As it happened, it was a false binary. Those countries that locked
down fast suffered less economic damage because they managed to push
down the virus, allowing them to open back up quicker. But what’s
pertinent here isn’t the practicalities. It’s the principle. The movement
against lockdown was primarily interested in market freedom rather than
individual freedom.
The same applied with the community of the free. Tory and Republican
politicians were not, by and large, affected by the attacks they had
orchestrated on European free movement or Black Lives Matter protests.
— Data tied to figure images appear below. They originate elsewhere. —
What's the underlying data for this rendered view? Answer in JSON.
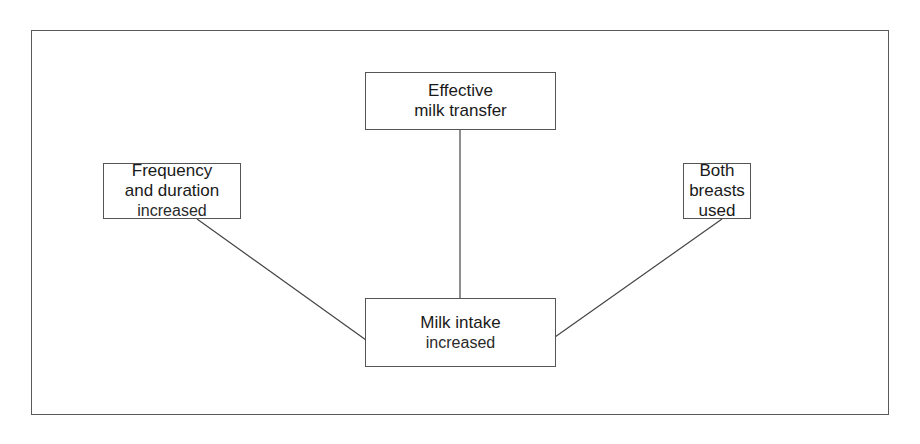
{
  "diagram": {
    "nodes": {
      "frequency": {
        "line1": "Frequency",
        "line2": "and duration",
        "line3": "increased"
      },
      "transfer": {
        "line1": "Effective",
        "line2": "milk transfer"
      },
      "breasts": {
        "line1": "Both",
        "line2": "breasts",
        "line3": "used"
      },
      "intake": {
        "line1": "Milk intake",
        "line2": "increased"
      }
    },
    "edges": [
      {
        "from": "frequency",
        "to": "intake"
      },
      {
        "from": "transfer",
        "to": "intake"
      },
      {
        "from": "breasts",
        "to": "intake"
      }
    ]
  }
}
They had never fled poverty or oppression and then been put in a cage
when they had made it to a ‘safe’ country. They’d never needed an abortion
and found that it had been restricted. They weren’t the ones police looked
for when targeting drug users.
So when the parties they were members of imposed restrictions on these
types of freedoms, it didn’t bother them. Like Hayek in Chile, they were
not prepared to make the imaginative leap into the lives of those affected.
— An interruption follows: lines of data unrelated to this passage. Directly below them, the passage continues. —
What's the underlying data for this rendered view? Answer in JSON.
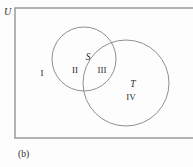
{
  "figure": {
    "caption": "(b)",
    "type": "venn-diagram",
    "background_color": "#fdfdfd",
    "stroke_color": "#8f8f8f",
    "text_color": "#2b2b2b"
  },
  "universe": {
    "label": "U",
    "rect": {
      "x": 15,
      "y": 8,
      "width": 182,
      "height": 130
    }
  },
  "sets": [
    {
      "id": "S",
      "label": "S",
      "label_x": 88,
      "label_y": 60,
      "cx": 84,
      "cy": 59,
      "r": 32
    },
    {
      "id": "T",
      "label": "T",
      "label_x": 133,
      "label_y": 87,
      "cx": 126,
      "cy": 83,
      "r": 43
    }
  ],
  "regions": [
    {
      "id": "region-1",
      "label": "I",
      "x": 42,
      "y": 76,
      "description": "outside both sets"
    },
    {
      "id": "region-2",
      "label": "II",
      "x": 75,
      "y": 73,
      "description": "S only"
    },
    {
      "id": "region-3",
      "label": "III",
      "x": 102,
      "y": 73,
      "description": "S intersect T"
    },
    {
      "id": "region-4",
      "label": "IV",
      "x": 131,
      "y": 100,
      "description": "T only"
    }
  ]
}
But when the restriction on freedom was comprehensible to them, it
suddenly struck a chord. The pandemic response meant they were unable
to go out, or drink in a pub, or enter a shop without a mask. These were
restraints that they understood, that affected them. And therefore they
cared about them. It was within their sphere of comprehension.
You can’t call that liberalism, because it has no universal basis. They
weren’t really laissez-faire advocates, or libertarians. They were still the
same authoritarians they always were. But when they felt their world was
under threat, they reached for the nearest branch of respectable sounding
theory. And because of Hayek and Friedman’s transmission of laissez-faire
into conservatism in the 1970s and 80s, this was what they had to hand.
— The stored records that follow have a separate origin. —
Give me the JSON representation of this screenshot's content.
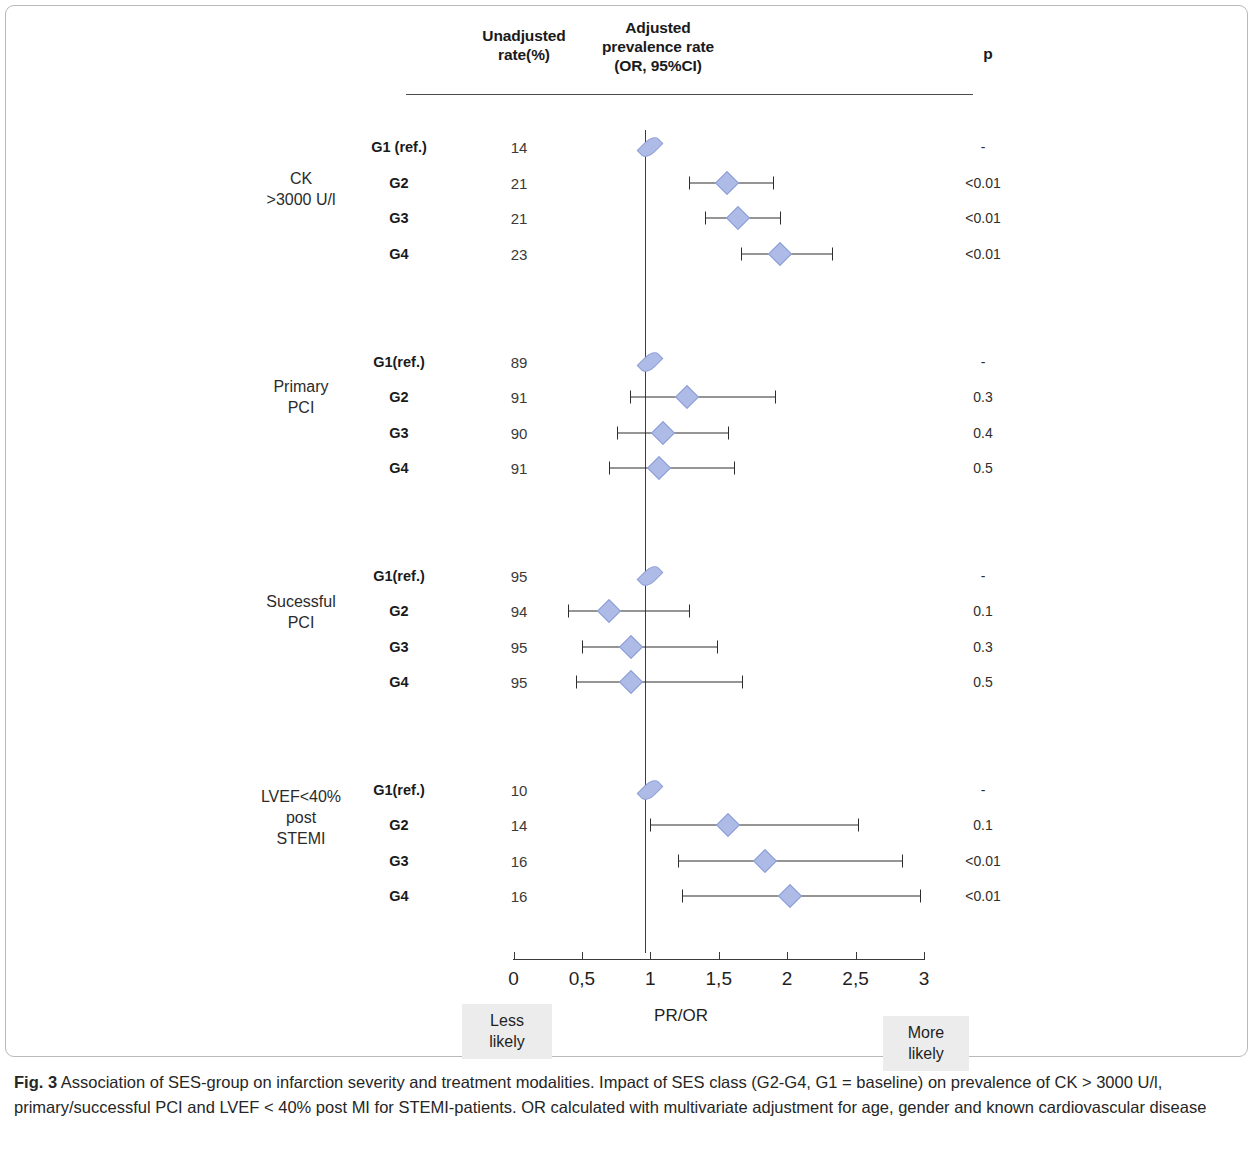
{
  "figure": {
    "caption_label": "Fig. 3",
    "caption_text": " Association of SES-group on infarction severity and treatment modalities. Impact of SES class (G2-G4, G1 = baseline) on prevalence of CK > 3000 U/l, primary/successful PCI and LVEF < 40% post MI for STEMI-patients. OR calculated with multivariate adjustment for age, gender and known cardiovascular disease"
  },
  "headers": {
    "unadjusted": "Unadjusted\nrate(%)",
    "unadjusted_line1": "Unadjusted",
    "unadjusted_line2": "rate(%)",
    "adjusted_line1": "Adjusted",
    "adjusted_line2": "prevalence rate",
    "adjusted_line3": "(OR, 95%CI)",
    "p": "p"
  },
  "axis": {
    "title": "PR/OR",
    "tick_labels": [
      "0",
      "0,5",
      "1",
      "1,5",
      "2",
      "2,5",
      "3"
    ],
    "tick_values": [
      0,
      0.5,
      1,
      1.5,
      2,
      2.5,
      3
    ],
    "less_likely_line1": "Less",
    "less_likely_line2": "likely",
    "more_likely_line1": "More",
    "more_likely_line2": "likely"
  },
  "colors": {
    "marker_fill": "#aebbe6",
    "marker_edge": "#8d9ed8",
    "line": "#2d2d2d",
    "panel_border": "#b9b9b9",
    "likely_box_bg": "#ececec"
  },
  "chart_data": {
    "type": "forest",
    "title": "Association of SES-group on infarction severity and treatment modalities",
    "xlabel": "PR/OR",
    "xlim": [
      0,
      3
    ],
    "reference_line": 1,
    "grid": false,
    "columns": [
      "",
      "Unadjusted rate(%)",
      "Adjusted prevalence rate (OR, 95%CI)",
      "p"
    ],
    "blocks": [
      {
        "label_line1": "CK",
        "label_line2": ">3000 U/l",
        "rows": [
          {
            "group": "G1 (ref.)",
            "rate": "14",
            "or": 1.0,
            "ci_low": null,
            "ci_high": null,
            "p": "-"
          },
          {
            "group": "G2",
            "rate": "21",
            "or": 1.56,
            "ci_low": 1.28,
            "ci_high": 1.9,
            "p": "<0.01"
          },
          {
            "group": "G3",
            "rate": "21",
            "or": 1.64,
            "ci_low": 1.4,
            "ci_high": 1.95,
            "p": "<0.01"
          },
          {
            "group": "G4",
            "rate": "23",
            "or": 1.95,
            "ci_low": 1.66,
            "ci_high": 2.33,
            "p": "<0.01"
          }
        ]
      },
      {
        "label_line1": "Primary",
        "label_line2": "PCI",
        "rows": [
          {
            "group": "G1(ref.)",
            "rate": "89",
            "or": 1.0,
            "ci_low": null,
            "ci_high": null,
            "p": "-"
          },
          {
            "group": "G2",
            "rate": "91",
            "or": 1.27,
            "ci_low": 0.85,
            "ci_high": 1.91,
            "p": "0.3"
          },
          {
            "group": "G3",
            "rate": "90",
            "or": 1.09,
            "ci_low": 0.76,
            "ci_high": 1.57,
            "p": "0.4"
          },
          {
            "group": "G4",
            "rate": "91",
            "or": 1.06,
            "ci_low": 0.7,
            "ci_high": 1.61,
            "p": "0.5"
          }
        ]
      },
      {
        "label_line1": "Sucessful",
        "label_line2": "PCI",
        "rows": [
          {
            "group": "G1(ref.)",
            "rate": "95",
            "or": 1.0,
            "ci_low": null,
            "ci_high": null,
            "p": "-"
          },
          {
            "group": "G2",
            "rate": "94",
            "or": 0.7,
            "ci_low": 0.4,
            "ci_high": 1.28,
            "p": "0.1"
          },
          {
            "group": "G3",
            "rate": "95",
            "or": 0.86,
            "ci_low": 0.5,
            "ci_high": 1.49,
            "p": "0.3"
          },
          {
            "group": "G4",
            "rate": "95",
            "or": 0.86,
            "ci_low": 0.46,
            "ci_high": 1.67,
            "p": "0.5"
          }
        ]
      },
      {
        "label_line1": "LVEF<40%",
        "label_line2": "post",
        "label_line3": "STEMI",
        "rows": [
          {
            "group": "G1(ref.)",
            "rate": "10",
            "or": 1.0,
            "ci_low": null,
            "ci_high": null,
            "p": "-"
          },
          {
            "group": "G2",
            "rate": "14",
            "or": 1.57,
            "ci_low": 1.0,
            "ci_high": 2.52,
            "p": "0.1"
          },
          {
            "group": "G3",
            "rate": "16",
            "or": 1.84,
            "ci_low": 1.2,
            "ci_high": 2.84,
            "p": "<0.01"
          },
          {
            "group": "G4",
            "rate": "16",
            "or": 2.02,
            "ci_low": 1.23,
            "ci_high": 2.97,
            "p": "<0.01"
          }
        ]
      }
    ]
  },
  "layout": {
    "row_y": [
      [
        141,
        177,
        212,
        248
      ],
      [
        356,
        391,
        427,
        462
      ],
      [
        570,
        605,
        641,
        676
      ],
      [
        784,
        819,
        855,
        890
      ]
    ],
    "block_label_y": [
      182,
      390,
      605,
      800
    ]
  }
}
These events serve to show why liberalism, properly understood, is so
vital. Without its theoretical framework, we’re lost in the dark. Freedom is
just a self-interested word you use to justify yourself. It’s back to the days
of the Glorious Revolution, when James II argued for religious freedom
and the Whigs argued for political freedom without any comprehensive
assessment of what that actually meant.
Freedom is not easy. If we really believe in it, we believe in it for
everyone, not just those like us. We believe in it for things we dislike
as much as for things we approve of. It demands a leap of imagination,
a commitment to empathy. These are the signs that someone is
living up to liberal values. And they were pointedly absent from the
authoritarians who claimed to speak in its name during the pandemic.